Asia > Eastern Asia > China > China billionaires take Tesla for example

China: China billionaires take Tesla for example

2015/04/30

US-based electric automaker Tesla Motors has swiftly graduated from being a new energy startup to a fully fledged automaker that has its shares traded publicly and expands on a world level.

While it still has just one model in its dealerships, the carmaker has a successful business model so far, which allowed it to be intensely courted by investors and as well plan huge investments – such as the world’s major battery production facility. Its business model is as well one to be noted in a specific automotive segment – electric cars. And their influence has spread all the way to China – which has numerous billionaires willing to invest in the automotive field, since the country is the planet’s biggest auto market.

For example, Hong Kong businessman Stephen Wong has as well graduated from being imprisoned for theft and fraud to a very honorable investor into China’s emerging electric commercial vehicle sector. He made his fortune founding Chinese TV maker Skyworth Digital and, according to the Bloomberg Billionaires Index, can make use of a fortune worth $1.2 billion – mostly thanks to his 36 % ownership of Skyworth.

Additional importantly, the rest is currently derived from an electric producer that is being carved out of the Tesla Motors business model. The Chinese magnate is en route to develop a new venture that seeks to tap China’s rising need of new energy vehicles (their term for plug-in hybrids, fuel cell and battery electrics) as the country fights pollution. “For entrepreneurs, their experience, determination and ideas are additional significant than products.” comments Zhong Shi, a Beijing-based independent auto analyst that as well sits on the committee of national-backed China Automobile Dealers Association. He presently closely directs (with 80 % ownership) electric producer Nanjing Golden Dragon Bus, aiming to turn the startup venture into the country’s major builder of commercial vehicles powered by electricity.

Related Articles
  • Guangzhou’s 16,000 Africans hit by effects of China slowdown on home continent

    2016/07/04 With few customers at his wholesale jeans store in Guangzhou these days, Nigerian trader Brien Chuks busies himself looking next his three-month old baby. “Last year I sold 12 shipping containers of jeans back to west Africa but this year I haven’t managed to fill a single one,” says Mr Chuks, who operates from the Canaan market in China’s third-biggest city, like a lot of other Africa-focused exporters. “The Nigerian economy depends on oil so with the crude price having fallen so low, business is very hard.” In a sign of the circularity in the world economy, the Africa-focused traders who have long thrived in Guangzhou are suffering because of a commodities-driven slump in their home continent that from presently on originated in China. At the same time as rapid Chinese increase pumped up prices of oil and metals, resource-rich parts of Africa thrived, buying additional consumer goods from Guangzhou. Presently the opposite has happened. Sitting in the midst of China’s manufacturing heartland, Guangzhou has long been a centre for trade with Africa.
  • United States sees China investment talks ‘productive’ after new offers

    2016/06/20 Bilateral investment talks between the United States and China “continue to be productive,” the US Trade Representative’s office said on Friday next the two sides exchanged new offers this week. A USTR spokeswoman said US and Chinese negotiators exchanged revised “negative lists” of sectors that would remain off-limits from foreign investment as they try to reach a transaction for a bilateral investment treaty.
  • Djibouti partners with China to develop local infrastructure and global trade routes

    2016/06/18 Djibouti has recently inked an agreement with China to streamline the East African country’s Customs systems, in a bid to consolidate its position as a logistics and trade centre for the region. The agreement comes as Djibouti channels some $14bn worth of investment – inclunding over $1bn worth of concessional financing from Chinese banks ­– for a spate of major infrastructure projects, ranging from free trade zones to a new railway and port facilities. The new Silk Road
  • Asia Property Bond Market Enjoys Strong Momentum from Stock Market Volatility

    2016/06/12 Chinese Developers Delay Bond Maturity, Deficit to Peak in 2020
  • Forty-six Chinese-owned companies registered in Guinea-Bissau

    2016/06/11 The Company Formalisation Centre (CFE) of Guinea-Bissau from May 2011 to May 2016, registered 46 companies whose owners are from China or Guineans associated with citizens from that country. Statistical data from the CFE to which Macauhub had access Thursday showed that the 46 companies are linked to agriculture, fisheries, catering, clothing sales, cosmetics and computer products, part others.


▶ _What the task requires_
Find the lines below that include the word "screenshot" and state how many there are, adding nothing.

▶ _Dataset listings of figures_

☆ ☆ ☆ ☆ ☆

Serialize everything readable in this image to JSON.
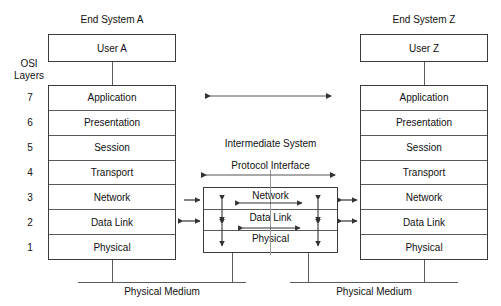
{
  "diagram": {
    "title_left": "End System A",
    "title_right": "End System Z",
    "title_middle": "Intermediate System",
    "protocol_interface_label": "Protocol Interface",
    "osi_label_line1": "OSI",
    "osi_label_line2": "Layers",
    "user_left": "User A",
    "user_right": "User Z",
    "medium_left": "Physical Medium",
    "medium_right": "Physical Medium",
    "layer_numbers": [
      "7",
      "6",
      "5",
      "4",
      "3",
      "2",
      "1"
    ],
    "layers": [
      "Application",
      "Presentation",
      "Session",
      "Transport",
      "Network",
      "Data Link",
      "Physical"
    ],
    "intermediate_layers": [
      "Network",
      "Data Link",
      "Physical"
    ],
    "colors": {
      "line": "#3a3a3a",
      "inner_line": "#5a5a5a",
      "text": "#111111",
      "background": "#ffffff"
    }
  }
}
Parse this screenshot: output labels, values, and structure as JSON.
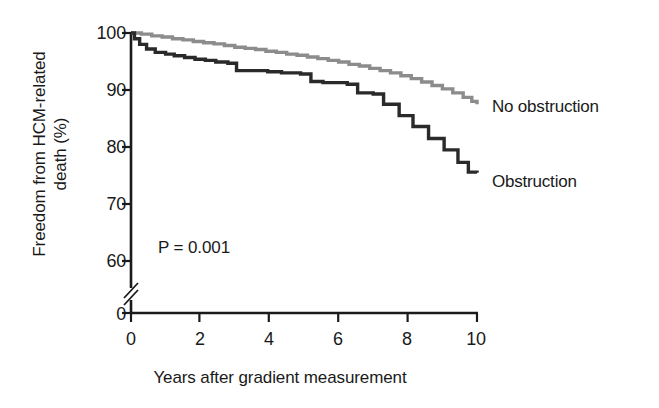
{
  "chart_data": {
    "type": "line",
    "subtype": "kaplan-meier-step",
    "title": "",
    "xlabel": "Years after gradient measurement",
    "ylabel": "Freedom from HCM-related death (%)",
    "ylabel_line1": "Freedom from HCM-related",
    "ylabel_line2": "death (%)",
    "xlim": [
      0,
      10
    ],
    "ylim": [
      60,
      100
    ],
    "y_axis_break": true,
    "y_axis_break_note": "axis broken between 60 and 0",
    "grid": false,
    "legend_position": "right-of-curve-ends",
    "xticks": [
      0,
      2,
      4,
      6,
      8,
      10
    ],
    "xtick_labels": [
      "0",
      "2",
      "4",
      "6",
      "8",
      "10"
    ],
    "yticks": [
      100,
      90,
      80,
      70,
      60,
      0
    ],
    "ytick_labels": [
      "100",
      "90",
      "80",
      "70",
      "60",
      "0"
    ],
    "annotations": [
      {
        "text": "P = 0.001",
        "x": 0.8,
        "y": 63
      }
    ],
    "series": [
      {
        "name": "No obstruction",
        "color": "#8c8c8c",
        "label": "No obstruction",
        "points": [
          [
            0.0,
            100.0
          ],
          [
            0.3,
            99.8
          ],
          [
            0.6,
            99.5
          ],
          [
            0.9,
            99.3
          ],
          [
            1.2,
            99.0
          ],
          [
            1.5,
            98.8
          ],
          [
            1.8,
            98.5
          ],
          [
            2.1,
            98.3
          ],
          [
            2.4,
            98.1
          ],
          [
            2.7,
            97.8
          ],
          [
            3.0,
            97.5
          ],
          [
            3.3,
            97.3
          ],
          [
            3.6,
            97.1
          ],
          [
            3.9,
            96.8
          ],
          [
            4.2,
            96.6
          ],
          [
            4.5,
            96.3
          ],
          [
            4.8,
            96.1
          ],
          [
            5.1,
            95.8
          ],
          [
            5.4,
            95.5
          ],
          [
            5.7,
            95.2
          ],
          [
            6.0,
            94.9
          ],
          [
            6.3,
            94.5
          ],
          [
            6.6,
            94.2
          ],
          [
            6.9,
            93.8
          ],
          [
            7.2,
            93.4
          ],
          [
            7.5,
            93.0
          ],
          [
            7.8,
            92.5
          ],
          [
            8.1,
            92.0
          ],
          [
            8.4,
            91.4
          ],
          [
            8.7,
            90.8
          ],
          [
            9.0,
            90.2
          ],
          [
            9.3,
            89.5
          ],
          [
            9.6,
            88.7
          ],
          [
            9.85,
            88.0
          ],
          [
            10.0,
            87.5
          ]
        ]
      },
      {
        "name": "Obstruction",
        "color": "#2a2a2a",
        "label": "Obstruction",
        "points": [
          [
            0.0,
            100.0
          ],
          [
            0.1,
            99.0
          ],
          [
            0.25,
            98.0
          ],
          [
            0.45,
            97.2
          ],
          [
            0.7,
            96.6
          ],
          [
            1.0,
            96.3
          ],
          [
            1.25,
            96.0
          ],
          [
            1.55,
            95.7
          ],
          [
            1.85,
            95.4
          ],
          [
            2.15,
            95.2
          ],
          [
            2.45,
            94.9
          ],
          [
            2.8,
            94.7
          ],
          [
            3.05,
            93.4
          ],
          [
            3.95,
            93.2
          ],
          [
            4.35,
            93.0
          ],
          [
            4.9,
            92.8
          ],
          [
            5.2,
            91.5
          ],
          [
            5.55,
            91.3
          ],
          [
            6.25,
            91.0
          ],
          [
            6.55,
            89.5
          ],
          [
            7.0,
            89.3
          ],
          [
            7.3,
            87.5
          ],
          [
            7.75,
            85.5
          ],
          [
            8.15,
            83.6
          ],
          [
            8.6,
            81.5
          ],
          [
            9.05,
            79.5
          ],
          [
            9.45,
            77.3
          ],
          [
            9.75,
            75.6
          ],
          [
            10.0,
            75.5
          ]
        ]
      }
    ]
  },
  "axes": {
    "ytick_100": "100",
    "ytick_90": "90",
    "ytick_80": "80",
    "ytick_70": "70",
    "ytick_60": "60",
    "ytick_0": "0",
    "xtick_0": "0",
    "xtick_2": "2",
    "xtick_4": "4",
    "xtick_6": "6",
    "xtick_8": "8",
    "xtick_10": "10"
  },
  "labels": {
    "x_axis_title": "Years after gradient measurement",
    "y_axis_title_line1": "Freedom from HCM-related",
    "y_axis_title_line2": "death (%)",
    "p_value": "P = 0.001",
    "series_no_obstruction": "No obstruction",
    "series_obstruction": "Obstruction"
  },
  "colors": {
    "no_obstruction": "#8c8c8c",
    "obstruction": "#2a2a2a",
    "axis": "#1a1a1a",
    "background": "#ffffff"
  }
}
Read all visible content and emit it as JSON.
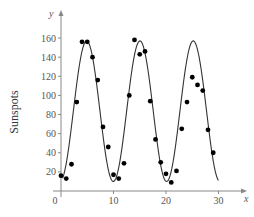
{
  "chart_data": {
    "type": "scatter",
    "title": "",
    "xlabel": "x",
    "ylabel": "Sunspots",
    "y_axis_var": "y",
    "x_axis_var": "x",
    "xlim": [
      0,
      35
    ],
    "ylim": [
      0,
      175
    ],
    "x_ticks": [
      0,
      10,
      20,
      30
    ],
    "y_ticks": [
      20,
      40,
      60,
      80,
      100,
      120,
      140,
      160
    ],
    "grid": false,
    "legend": null,
    "series": [
      {
        "name": "observed",
        "kind": "scatter",
        "x": [
          0,
          1,
          2,
          3,
          4,
          5,
          6,
          7,
          8,
          9,
          10,
          11,
          12,
          13,
          14,
          15,
          16,
          17,
          18,
          19,
          20,
          21,
          22,
          23,
          24,
          25,
          26,
          27,
          28,
          29
        ],
        "y": [
          16,
          13,
          28,
          93,
          156,
          156,
          140,
          116,
          67,
          46,
          17,
          13,
          29,
          100,
          158,
          143,
          146,
          94,
          54,
          30,
          18,
          9,
          21,
          65,
          93,
          119,
          111,
          105,
          64,
          40
        ]
      },
      {
        "name": "sinusoidal model",
        "kind": "line",
        "model": "y = 83.5 + 73.5 sin(2*pi*(x - 2.35)/10.15)",
        "params": {
          "mean": 83.5,
          "amplitude": 73.5,
          "period": 10.15,
          "phase_shift": 2.35
        },
        "x_range": [
          0.3,
          30
        ]
      }
    ]
  },
  "axes": {
    "y_var_label": "y",
    "x_var_label": "x",
    "y_title": "Sunspots",
    "x_tick_labels": [
      "0",
      "10",
      "20",
      "30"
    ],
    "y_tick_labels": [
      "20",
      "40",
      "60",
      "80",
      "100",
      "120",
      "140",
      "160"
    ]
  },
  "colors": {
    "axis": "#888888",
    "curve": "#333333",
    "points": "#000000"
  }
}
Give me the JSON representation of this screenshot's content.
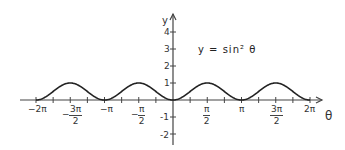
{
  "chart_data": {
    "type": "line",
    "title": "y = sin² θ",
    "xlabel": "θ",
    "ylabel": "y",
    "xlim": [
      -6.2832,
      6.2832
    ],
    "ylim": [
      -2,
      4
    ],
    "grid": false,
    "x_ticks": [
      {
        "value": -6.2832,
        "label": "−2π"
      },
      {
        "value": -4.7124,
        "label_num": "3π",
        "label_den": "2",
        "sign": "−"
      },
      {
        "value": -3.1416,
        "label": "−π"
      },
      {
        "value": -1.5708,
        "label_num": "π",
        "label_den": "2",
        "sign": "−"
      },
      {
        "value": 1.5708,
        "label_num": "π",
        "label_den": "2",
        "sign": ""
      },
      {
        "value": 3.1416,
        "label": "π"
      },
      {
        "value": 4.7124,
        "label_num": "3π",
        "label_den": "2",
        "sign": ""
      },
      {
        "value": 6.2832,
        "label": "2π"
      }
    ],
    "y_ticks": [
      -2,
      -1,
      1,
      2,
      3,
      4
    ],
    "y_tick_labels": [
      "-2",
      "-1",
      "1",
      "2",
      "3",
      "4"
    ],
    "series": [
      {
        "name": "y = sin² θ",
        "x": [
          -6.2832,
          -5.4978,
          -4.7124,
          -3.927,
          -3.1416,
          -2.3562,
          -1.5708,
          -0.7854,
          0,
          0.7854,
          1.5708,
          2.3562,
          3.1416,
          3.927,
          4.7124,
          5.4978,
          6.2832
        ],
        "values": [
          0,
          0.5,
          1,
          0.5,
          0,
          0.5,
          1,
          0.5,
          0,
          0.5,
          1,
          0.5,
          0,
          0.5,
          1,
          0.5,
          0
        ]
      }
    ]
  },
  "labels": {
    "title": "y = sin² θ",
    "x_axis": "θ",
    "y_axis": "y",
    "neg2pi": "−2π",
    "negpi": "−π",
    "pi": "π",
    "twopi": "2π",
    "minus": "−",
    "num_3pi": "3π",
    "num_pi": "π",
    "den_2": "2",
    "y4": "4",
    "y3": "3",
    "y2": "2",
    "y1": "1",
    "ym1": "-1",
    "ym2": "-2"
  },
  "colors": {
    "axis": "#444444",
    "curve": "#222222",
    "text": "#333333"
  }
}
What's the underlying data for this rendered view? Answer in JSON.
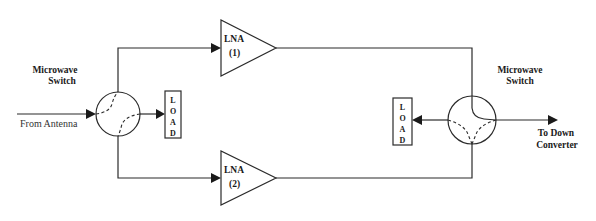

☆ ☆ ☆ ☆ ☆

▶ _Solution below_
2